California’s plan to generate energy using the wind would be harmful to the ecosystem, according to a leading environmentalist.
Michael Shellenberger, a leading climate and environmental activist, deems the technology expensive, unreliable, and “incredibly disruptive” to the environment, even as Gov. Gavin Newsom and the Biden administration tout the benefits of offshore wind development along California’s coast.
“It’s ironic, because [they] say they care about the natural environment [and] they don’t want to industrialize the oceans—[but] if you care about the environment, you should always be looking for ways to use less of it,” Shellenberger told The Epoch Times.
“During a heatwave—when you need to use a lot more energy for air conditioning—we won’t have that energy coming from that wind farm. So it’s not going to help at all for dealing with the energy shortages we have.”
“The problem is that we need power when the sun’s not shining [and] when the wind stops blowing,” he said.
Replacing Nuclear Power
The Biden administration’s development plan represents a coordinated endeavor by national climate adviser Gina McCarthy, Interior Secretary Deb Haaland, Undersecretary of Defense for Policy Dr. Colin Kahl, and Newsom to deploy 30 gigawatts (GW) of offshore wind energy across the country by 2030.Shellenberger contends that it won’t be nearly enough.
“[But] it would only provide half the power total of Diablo Canyon, [which] provides power for 3 million people. … You can’t replace a reliable source of energy with an unreliable one. If the wind isn’t blowing, then you’re not gonna generate any electricity.”
Nancy Rader, executive director of the California Wind Energy Association, called the offshore project “a major breakthrough,” but acknowledged it would be a “huge challenge.”
Lessons From Solar
Shellenberger said energy provided by weather-dependent renewables represents a paradox.“[They] don’t generate electricity when you need them.”
He pointed to lessons that California should have already learned due to reliance on solar panels for energy. In 2020, the state experienced its first rolling blackouts in nearly two decades.
“We’re the fifth-largest economy in the world. … We should not be having power outages. And yet we are … because we have spent so much money on weather-dependent renewable energy sources, mostly solar,” Shellenberger said.
“The sun is going down when people come home from work, and that’s when power tends to go back up. So it’s really not matched well for our civilization.”
Shellenberger said the problems posed by solar energy panels run even deeper: By using between 300 and 400 times more land than nuclear or natural gas plants, they ultimately cause more damage to the environment.
The complexes also require about 17 times more steel and cement to construct, he added. “All of that additional material becomes a waste on the back end,” as opposed to uranium, which is easy to store, easy to care for, and provides an optimal amount of energy.
“The state of California has—for almost a decade—been figuring out what to do with all these solar panels, because as soon as you remove them from your roof, they become hazardous waste automatically,” he said.
Since solar panels can’t be deposited into a landfill, they have to be “specially processed,” thereby raising the cost of solar energy significantly.
Shellenberger refers to the skirting of these problems as “greenwashing”—meaning the industry creates a false impression of being environmentally friendly while overlooking eventual waste problems.
At the end of the day, he estimates that solar panels generate about 300 times more waste than nuclear energy resources. Moreover, he said the manufacturing of solar panels is taking place under “absolutely unethical conditions.”
“This is a place where 1 to 2 million ethnic Muslim Uyghurs are in concentration camps, and being offered the choice to work in solar panel factories, but that’s coerced labor.”
‘Moving in the Right Direction’
Rather than fixating on “necessarily unreliable” weather-dependent energy sources that will “result in higher costs” than Californians already pay, Shellenberger proposes that state and federal officials turn their attention to problems that are more widespread than climate change.While he believes that climate change is real, “it’s not the end of the world,” he said. “We’re actually moving in the right direction on a lot of metrics.”
“That was positive for the economy, produc[ing] about $100 billion in energy savings every year.”
“That’s a huge success,” he said.
“It’s impossible for me, as somebody that’s been a climate [and] environmental activist for so long, to look at those numbers and not think the overdose crisis is significantly more important than climate change,” he said. “It’s not to say that climate change won’t have any impacts—it very well could—[but] the global warming that we have is a side effect of our prosperity, of our flourishing, of our use of energy. And so we have to always put those things in balance.”
He added, “We need to get some clarity about the things that really are important, [and] also get clear about what are the sources of energy that we should … be using in order to improve people’s lives and lift everybody out of poverty while also protecting the environment.”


§ Assigned task
The output must match the lines from the first line of the listing below through the line holding "Image is 980x414 pixels." exactly and must contain no pictures.

§ Material supplied
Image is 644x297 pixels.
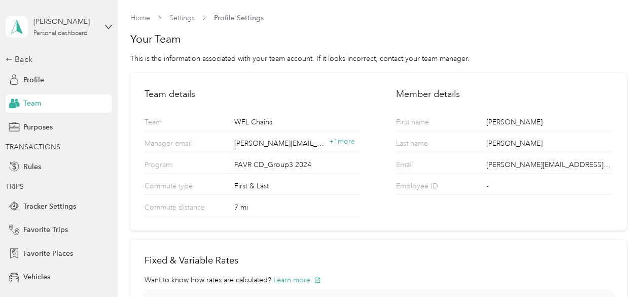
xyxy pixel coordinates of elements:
[131,32,627,46] h1: Your Team
[145,138,223,152] p: Manager email
[145,117,223,131] p: Team
[145,254,613,267] h2: Fixed & Variable Rates
[23,162,41,172] span: Rules
[273,275,321,285] button: Learn more
[486,181,613,194] div: -
[23,201,76,212] span: Tracker Settings
[145,275,613,285] div: Want to know how rates are calculated?
[23,225,68,235] span: Favorite Trips
[145,202,223,216] p: Commute distance
[23,75,44,85] span: Profile
[587,240,644,297] iframe: Everlance-gr Chat Button Frame
[145,181,223,194] p: Commute type
[6,53,107,65] div: Back
[145,88,361,101] h2: Team details
[486,138,613,152] div: [PERSON_NAME]
[234,117,361,131] div: WFL Chains
[145,159,223,173] p: Program
[396,88,612,101] h2: Member details
[329,137,355,146] span: + 1 more
[234,202,361,216] div: 7 mi
[486,117,613,131] div: [PERSON_NAME]
[486,159,613,173] div: [PERSON_NAME][EMAIL_ADDRESS][PERSON_NAME][DOMAIN_NAME]
[33,16,97,27] div: [PERSON_NAME]
[33,30,88,37] div: Personal dashboard
[234,159,361,173] div: FAVR CD_Group3 2024
[6,142,61,151] span: TRANSACTIONS
[396,159,474,173] p: Email
[23,248,73,259] span: Favorite Places
[23,122,52,132] span: Purposes
[234,138,329,149] span: [PERSON_NAME][EMAIL_ADDRESS][PERSON_NAME][DOMAIN_NAME]
[6,182,24,191] span: TRIPS
[23,271,50,282] span: Vehicles
[214,13,263,23] span: Profile Settings
[131,13,150,22] a: Home
[23,98,41,109] span: Team
[396,117,474,131] p: First name
[131,53,627,64] div: This is the information associated with your team account. If it looks incorrect, contact your te...
[170,13,195,22] a: Settings
[396,181,474,194] p: Employee ID
[396,138,474,152] p: Last name
[234,181,361,194] div: First & Last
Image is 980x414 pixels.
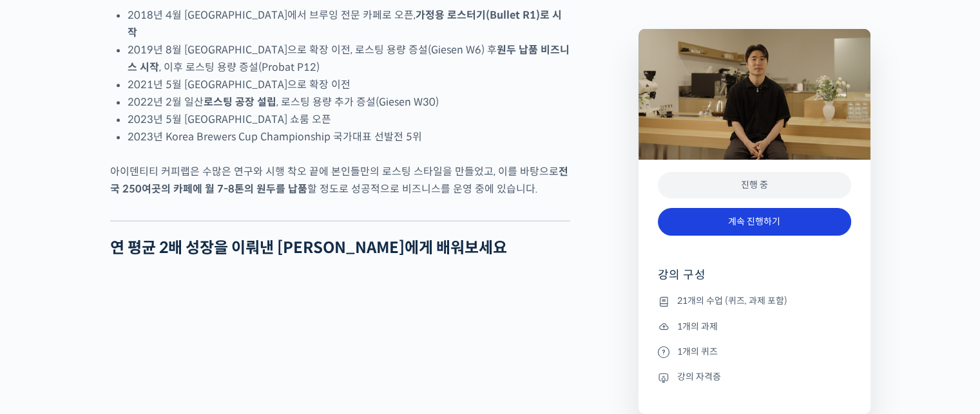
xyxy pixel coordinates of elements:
[128,42,570,76] li: 2019년 8월 [GEOGRAPHIC_DATA]으로 확장 이전, 로스팅 용량 증설(Giesen W6) 후 , 이후 로스팅 용량 증설(Probat P12)
[41,326,48,336] span: 홈
[118,327,133,337] span: 대화
[167,307,247,339] a: 설정
[658,208,851,236] a: 계속 진행하기
[658,173,851,199] div: 진행 중
[658,268,851,294] h4: 강의 구성
[128,76,570,93] li: 2021년 5월 [GEOGRAPHIC_DATA]으로 확장 이전
[204,95,276,108] strong: 로스팅 공장 설립
[199,326,214,336] span: 설정
[658,294,851,309] li: 21개의 수업 (퀴즈, 과제 포함)
[128,93,570,110] li: 2022년 2월 일산 , 로스팅 용량 추가 증설(Giesen W30)
[658,370,851,385] li: 강의 자격증
[658,344,851,360] li: 1개의 퀴즈
[110,239,570,258] h2: 연 평균 2배 성장을 이뤄낸 [PERSON_NAME]에게 배워보세요
[128,6,570,42] li: 2018년 4월 [GEOGRAPHIC_DATA]에서 브루잉 전문 카페로 오픈,
[4,307,85,339] a: 홈
[658,318,851,334] li: 1개의 과제
[128,110,570,128] li: 2023년 5월 [GEOGRAPHIC_DATA] 쇼룸 오픈
[85,307,167,339] a: 대화
[110,163,570,198] p: 아이덴티티 커피랩은 수많은 연구와 시행 착오 끝에 본인들만의 로스팅 스타일을 만들었고, 이를 바탕으로 할 정도로 성공적으로 비즈니스를 운영 중에 있습니다.
[128,128,570,146] li: 2023년 Korea Brewers Cup Championship 국가대표 선발전 5위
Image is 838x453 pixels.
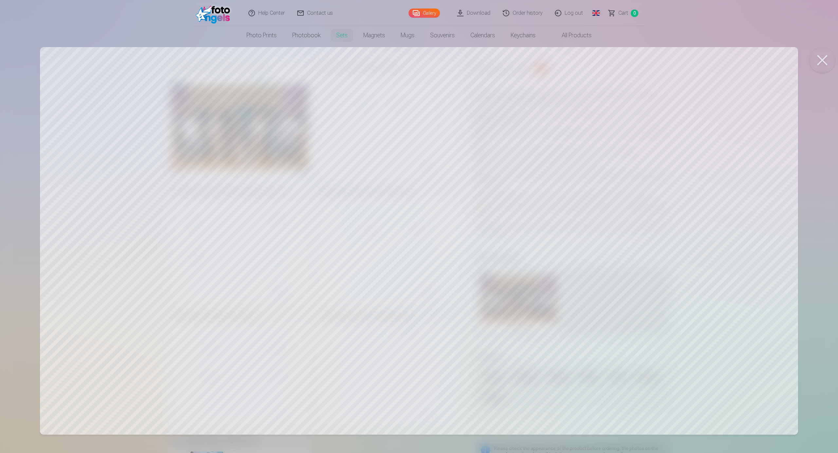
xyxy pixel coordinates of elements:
a: Photobook [284,26,328,45]
a: Souvenirs [422,26,463,45]
a: Keychains [503,26,543,45]
a: All products [543,26,599,45]
a: Photo prints [239,26,284,45]
a: Mugs [393,26,422,45]
img: /fa1 [196,3,233,24]
span: Сart [618,9,628,17]
a: Sets [328,26,355,45]
a: Gallery [409,9,440,18]
a: Magnets [355,26,393,45]
a: Calendars [463,26,503,45]
span: 0 [631,9,638,17]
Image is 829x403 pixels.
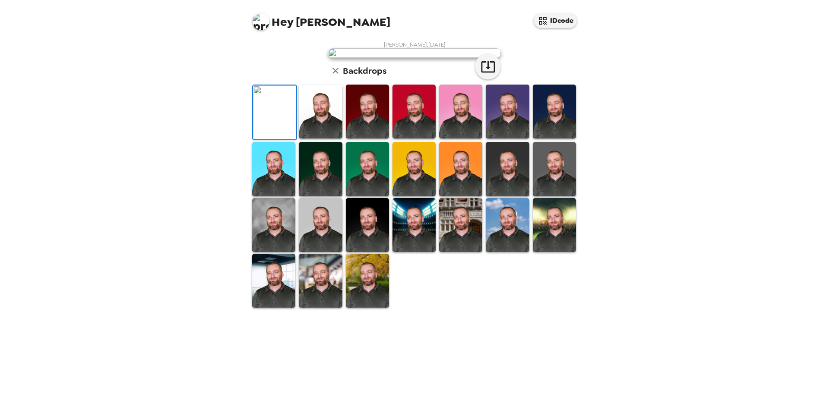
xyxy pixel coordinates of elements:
[328,48,501,58] img: user
[384,41,446,48] span: [PERSON_NAME] , [DATE]
[272,14,293,30] span: Hey
[253,86,296,140] img: Original
[252,13,270,30] img: profile pic
[252,9,390,28] span: [PERSON_NAME]
[534,13,577,28] button: IDcode
[343,64,387,78] h6: Backdrops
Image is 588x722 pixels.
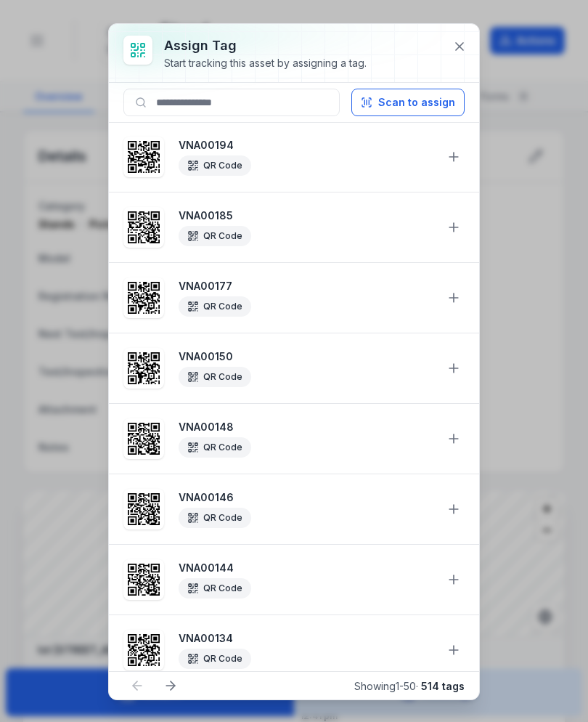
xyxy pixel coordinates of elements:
div: QR Code [179,648,251,669]
strong: VNA00150 [179,349,434,364]
div: QR Code [179,155,251,176]
div: QR Code [179,508,251,528]
strong: VNA00185 [179,209,434,223]
button: Scan to assign [351,88,465,116]
strong: VNA00194 [179,138,434,152]
strong: VNA00177 [179,279,434,293]
strong: VNA00148 [179,420,434,435]
strong: VNA00144 [179,561,434,575]
div: Start tracking this asset by assigning a tag. [164,56,367,71]
div: QR Code [179,296,251,316]
div: QR Code [179,578,251,599]
strong: VNA00146 [179,490,434,505]
div: QR Code [179,438,251,458]
strong: VNA00134 [179,631,434,645]
strong: 514 tags [421,680,465,692]
div: QR Code [179,226,251,246]
div: QR Code [179,367,251,387]
span: Showing 1 - 50 · [354,680,465,692]
h3: Assign tag [164,36,367,56]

§ Your solution
Image is 644x297 pixels.
xyxy pixel coordinates of elements:
[131,32,627,46] h1: Your Team
[145,138,223,152] p: Manager email
[145,117,223,131] p: Team
[145,254,613,267] h2: Fixed & Variable Rates
[23,162,41,172] span: Rules
[273,275,321,285] button: Learn more
[486,181,613,194] div: -
[23,201,76,212] span: Tracker Settings
[145,275,613,285] div: Want to know how rates are calculated?
[23,225,68,235] span: Favorite Trips
[145,202,223,216] p: Commute distance
[23,75,44,85] span: Profile
[587,240,644,297] iframe: Everlance-gr Chat Button Frame
[145,181,223,194] p: Commute type
[6,53,107,65] div: Back
[145,88,361,101] h2: Team details
[486,138,613,152] div: [PERSON_NAME]
[234,117,361,131] div: WFL Chains
[145,159,223,173] p: Program
[396,88,612,101] h2: Member details
[329,137,355,146] span: + 1 more
[234,202,361,216] div: 7 mi
[486,117,613,131] div: [PERSON_NAME]
[486,159,613,173] div: [PERSON_NAME][EMAIL_ADDRESS][PERSON_NAME][DOMAIN_NAME]
[33,16,97,27] div: [PERSON_NAME]
[33,30,88,37] div: Personal dashboard
[234,159,361,173] div: FAVR CD_Group3 2024
[6,142,61,151] span: TRANSACTIONS
[396,159,474,173] p: Email
[23,248,73,259] span: Favorite Places
[23,122,52,132] span: Purposes
[234,138,329,149] span: [PERSON_NAME][EMAIL_ADDRESS][PERSON_NAME][DOMAIN_NAME]
[6,182,24,191] span: TRIPS
[23,271,50,282] span: Vehicles
[214,13,263,23] span: Profile Settings
[131,13,150,22] a: Home
[23,98,41,109] span: Team
[396,117,474,131] p: First name
[131,53,627,64] div: This is the information associated with your team account. If it looks incorrect, contact your te...
[170,13,195,22] a: Settings
[396,181,474,194] p: Employee ID
[396,138,474,152] p: Last name
[234,181,361,194] div: First & Last
Image is 980x414 pixels.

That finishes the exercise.